Eyestone’s message to his team last week was good news and bad news. The good news: BYU will fund the max roster size of 45 and maintain the status quo of 12.6 scholarships for men and 18 for women (“We were bracing for 35 or 30 rosters,” says a clearly relieved Eyestone); the bad news: The size of the rosters will be reduced significantly.
“The meeting went better than anticipated,” says Eyestone. “People were prepared for worse news. We’ll have to cut about 15 from the men’s side and 18 from the women’s side — 28% of the team.”
More specifically, for both the men’s and women’s teams Eyestone will allot just over half of the roster spots to distance and middle-distance runners, with the remainder being divided among sprinter/hurdlers, throwers and jumpers/multis.
“We are going to focus on our strengths,” says Eyestone.
The rosters are heavily tilted toward distance runners because of their immense success (the school will also allow the max limit of 17 for cross-country rosters, which are part of the 45 in track).
The women have finished among the top two at the NCAA cross-country championships four times in the last seven years, winning twice. The men have placed in the top three at the NCAA championships six times in eight years, also winning twice.
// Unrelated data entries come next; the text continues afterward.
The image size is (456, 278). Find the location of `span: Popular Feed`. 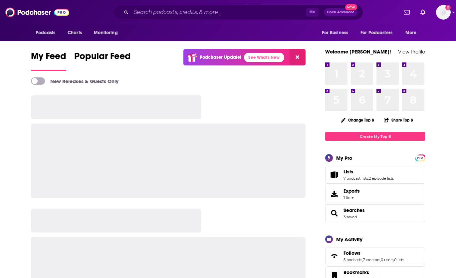

span: Popular Feed is located at coordinates (102, 58).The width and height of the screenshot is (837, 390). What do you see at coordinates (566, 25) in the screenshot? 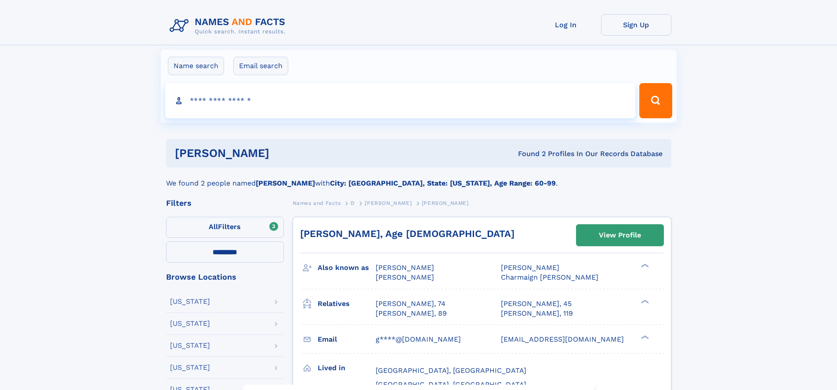
I see `a: Log In` at bounding box center [566, 25].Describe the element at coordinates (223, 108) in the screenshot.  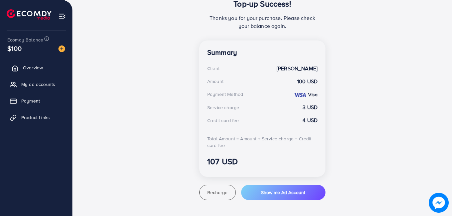
I see `div: Service charge` at that location.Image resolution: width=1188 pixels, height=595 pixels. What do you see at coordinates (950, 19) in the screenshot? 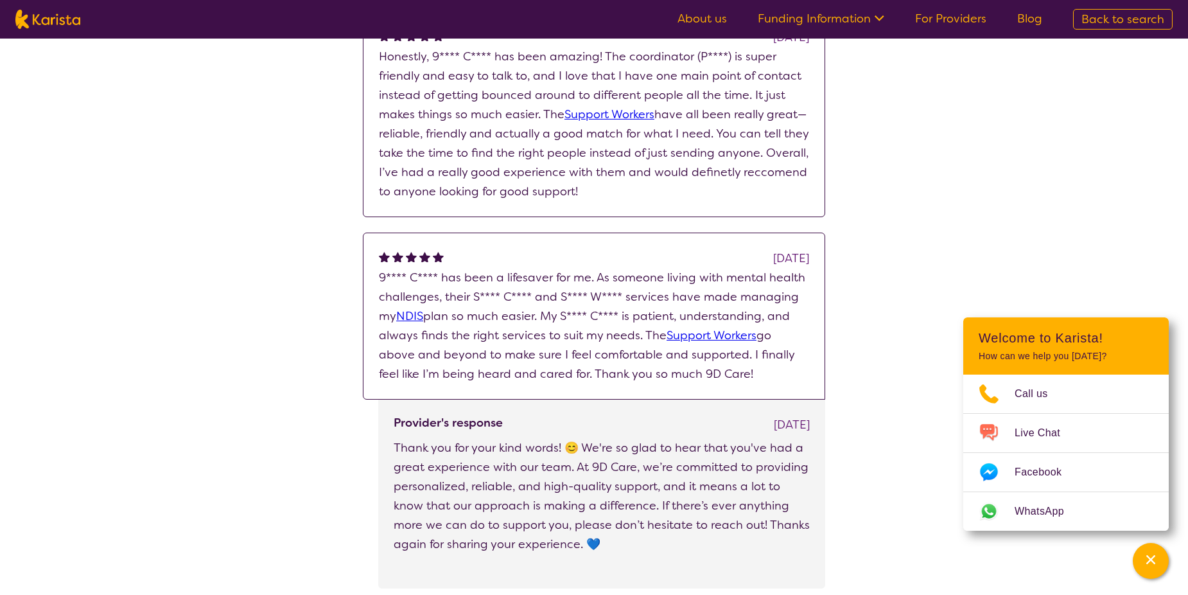
I see `a: For Providers` at bounding box center [950, 19].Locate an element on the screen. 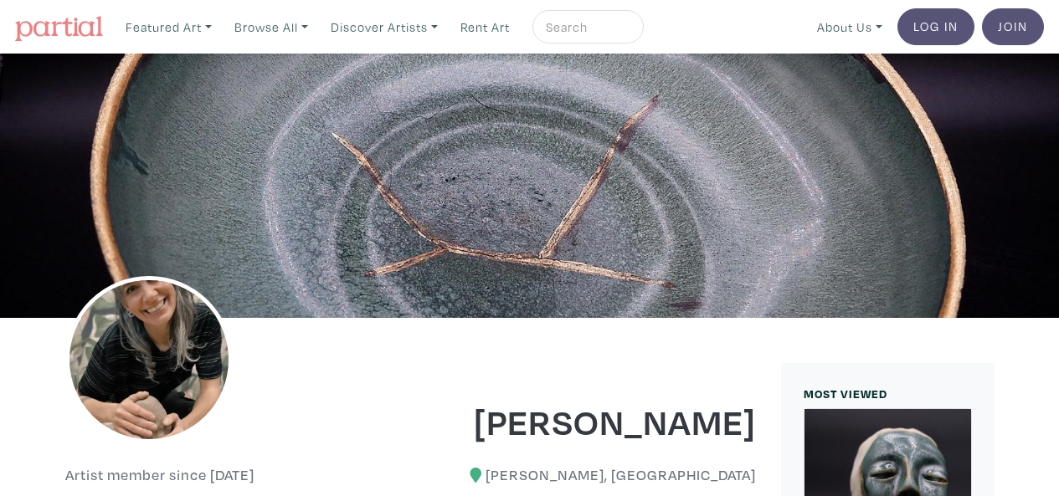  img: phpThumb.php is located at coordinates (149, 360).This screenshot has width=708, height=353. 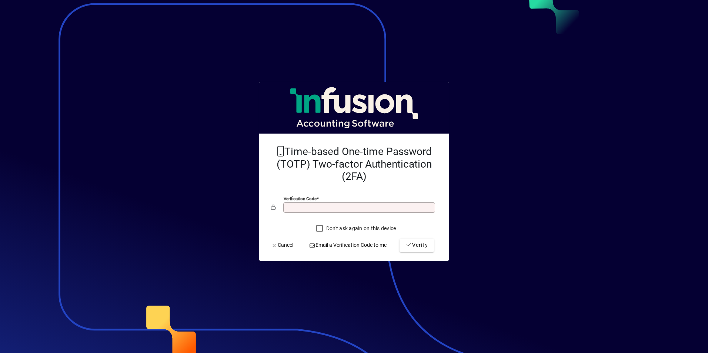 I want to click on h2: Time-based One-time Password (TOTP) Two-factor Authentication (2FA), so click(x=354, y=164).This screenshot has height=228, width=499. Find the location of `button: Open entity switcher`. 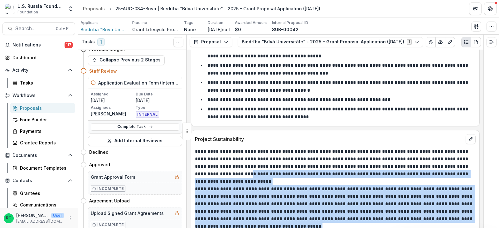

button: Open entity switcher is located at coordinates (71, 9).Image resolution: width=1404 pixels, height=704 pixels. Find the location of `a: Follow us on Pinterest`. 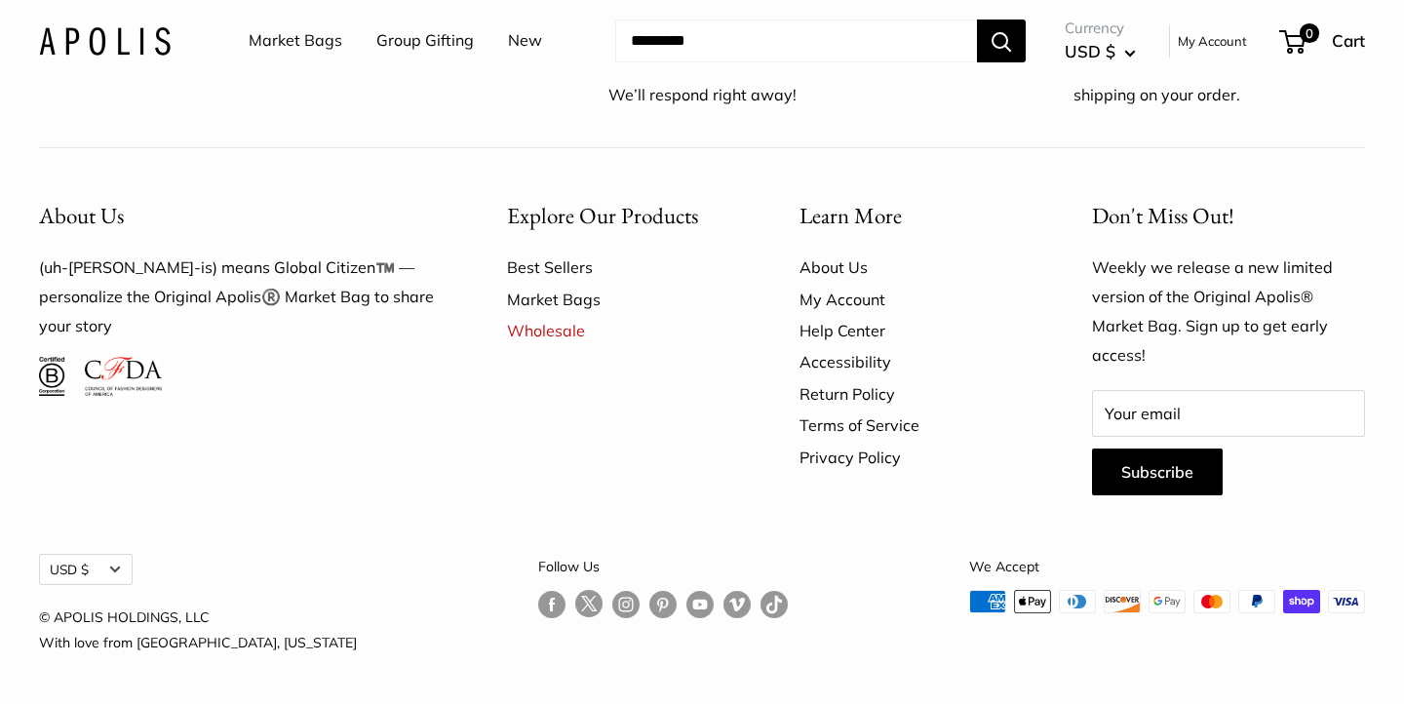

a: Follow us on Pinterest is located at coordinates (663, 604).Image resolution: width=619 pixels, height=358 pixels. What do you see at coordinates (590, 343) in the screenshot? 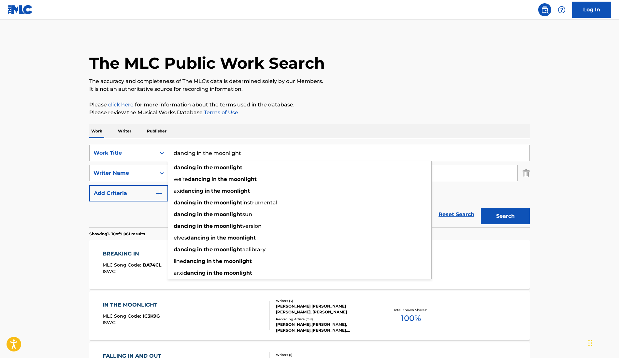
I see `div: Drag` at bounding box center [590, 343].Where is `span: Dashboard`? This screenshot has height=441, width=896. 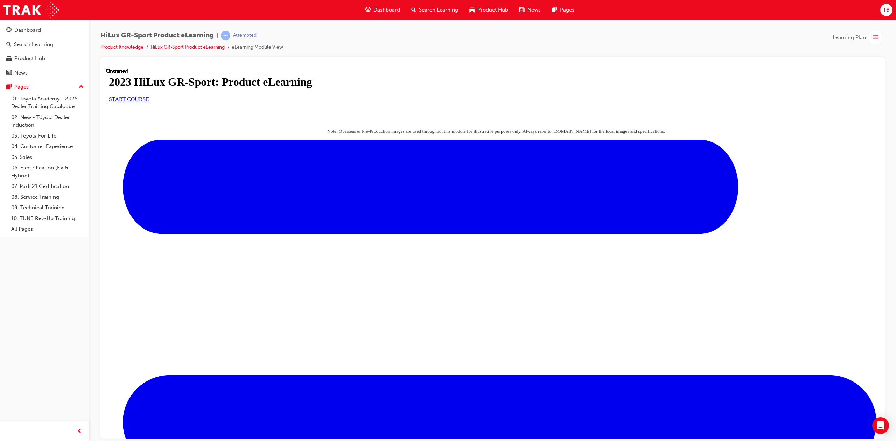 span: Dashboard is located at coordinates (387, 10).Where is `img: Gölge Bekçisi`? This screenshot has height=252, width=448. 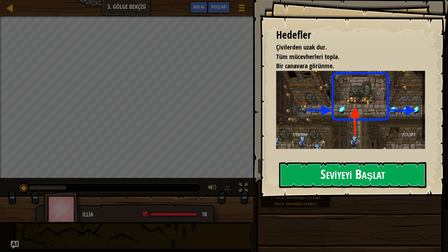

The school’s former athletes also have brought the school considerable attention. Conner Mantz and Clayton Young are the top two marathoners in the U.S., and Mantz set the U.S. half-marathon record this winter. Whittni Morgan has won two races against world-class competition this winter, beating Olympians and an Olympic silver medalist.
The biggest shame of all the changes is that they will, for all practical purposes, eliminate the walk-on in collegiate sports and those willing to compete for small, partial scholarships; in other words, still-developing prospects who might have unrealized potential (it also will eliminate those who merely want to participate, for nothing — Rudy would not be Rudy for Notre Dame in the new era). Few schools have had more success with those athletes than BYU.
For decades, BYU has attracted athletes who were willing to compete for little or no scholarship money, and those teams have benefitted greatly from it. Some have even passed up scholarship offers from other schools to walk-on at BYU because of the affordable tuition, the culture, the low cost of living, the facilities and the excellence of the teams. That’s how the school has been able to field strong teams across all events on the NCAA limit of 12.6 scholarships for 21 events. Now such athletes will be turned away for the most part.
“Yes, we will always find a spot for someone who shows up out of nowhere and can beat a bunch of guys on our roster, but we will be much more careful with who has a spot on the roster,” says Eyestone. “The days of taking a flier on a kid who might have potential with some work are done. They need to already be developed … We’re going to see less development, less opportunity for development of athletes.
“In the past we could take a flier on a Kenneth Rooks or a James Corrigan. They maybe wouldn’t have made the 45 cut by today’s standards. I like to think my eye would have recognized a future silver medalist, though (referring to Rooks).
” … At BYU, we would rather have more on the roster than more scholarships. BYU’s strength is that the administration has allowed us to have one of the bigger rosters in the country. We’ve been in the mid-60s for the last 10 years and sometimes 70.”
The changes are all driven by NIL and the new challenges of paying athletes in the money-making sports of football and basketball. “We know who pays the bills,” says Eyestone. “We want them to (succeed). There are no hard feelings.”